Very practical reasons account for the introduction of motivation research in-the field of market study. When it becomes desirable to influence consumer behaviour and attitudes, a simple assessment is no longer adequate and there is an obvious need for a deeper knowledge of their roots. The word motivation expresses this concept of psychological causality. But the very concept of causality is by no means a simple one, as many Western thinkers have repeatedly observed. Aristotle felt that it was necessary to distinguish between four kinds of causes. In modern times, Malebranche and Hume have demonstrated that in the realm of psychology as well as in physics , we are utterly unable to comprehend the effectiveness of a given cause, and that, however vivid, our spontaneous intuitions of causality are hollow and meaningless.
The modern advertising agency does not create any advertisement in a vacuum. It ensures that everything published by its clients is part of an integrated marketing operation - whether it is an advertisement in any of the major media, point-of-sale material for use in the shops, sales aids used by the company's salesmen, or references to the product in editorial columns of newspapers and magazines. Every day increases our knowledge of the size and nature of the market for most forms of consumer goods and of the parts played by the leading brands in each product group. Advertising agencies rely on conventional research - often obtained from, a subscription service from independent research organisations to, provide the bare bones of their marketing plans. The various techniques for studying the motives for consumer action form the second stage of research in developing the marketing theme and, particularly, the creative approach.
Purchase periodicity is a problem of simple mathematic, but the remembrance kept by the buyer is a psychological problem in the sense of "uncertain knowledge and fragmentary of human mind facilitating our affinity with other men.

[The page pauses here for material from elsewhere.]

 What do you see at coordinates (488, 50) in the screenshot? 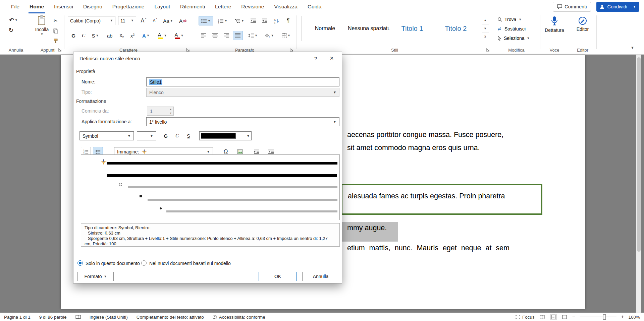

Nowadays, it has become a trivial matter to note that the techniques of market studies have historically their first development. In the search by the industrials for a better profitability of their public expenditure. In the many studies which continue to be carried out in many countries of the world to determine the type of problem in which a technique for the study of markets is being carried out, advertising is still in good rank. The amounts spent by industrial and commercial companies in advertising are such that they can easily support the implementation, often expensive, of techniques likely to greatly increase their efficiency. It is not certain, however, that this close connection of advertising as such and of market research techniques has helped to make it clear to the industrialists that good publicity is impossible outside the systematic study of technology. The distribution process in which it has been developed has essentially helped, and this is not insignificant, to understand that techniques existed which allowed the approach of a problem of advertising with precision, equal (or which tended to become), to that which they required of their services in the approach of a financial, administrative or production problem. These techniques have, most of the time, and put at the service of problems spatially advertised, and have served too rarely to highlight the relationship between an advertising effort and the overall effort of distributing a product.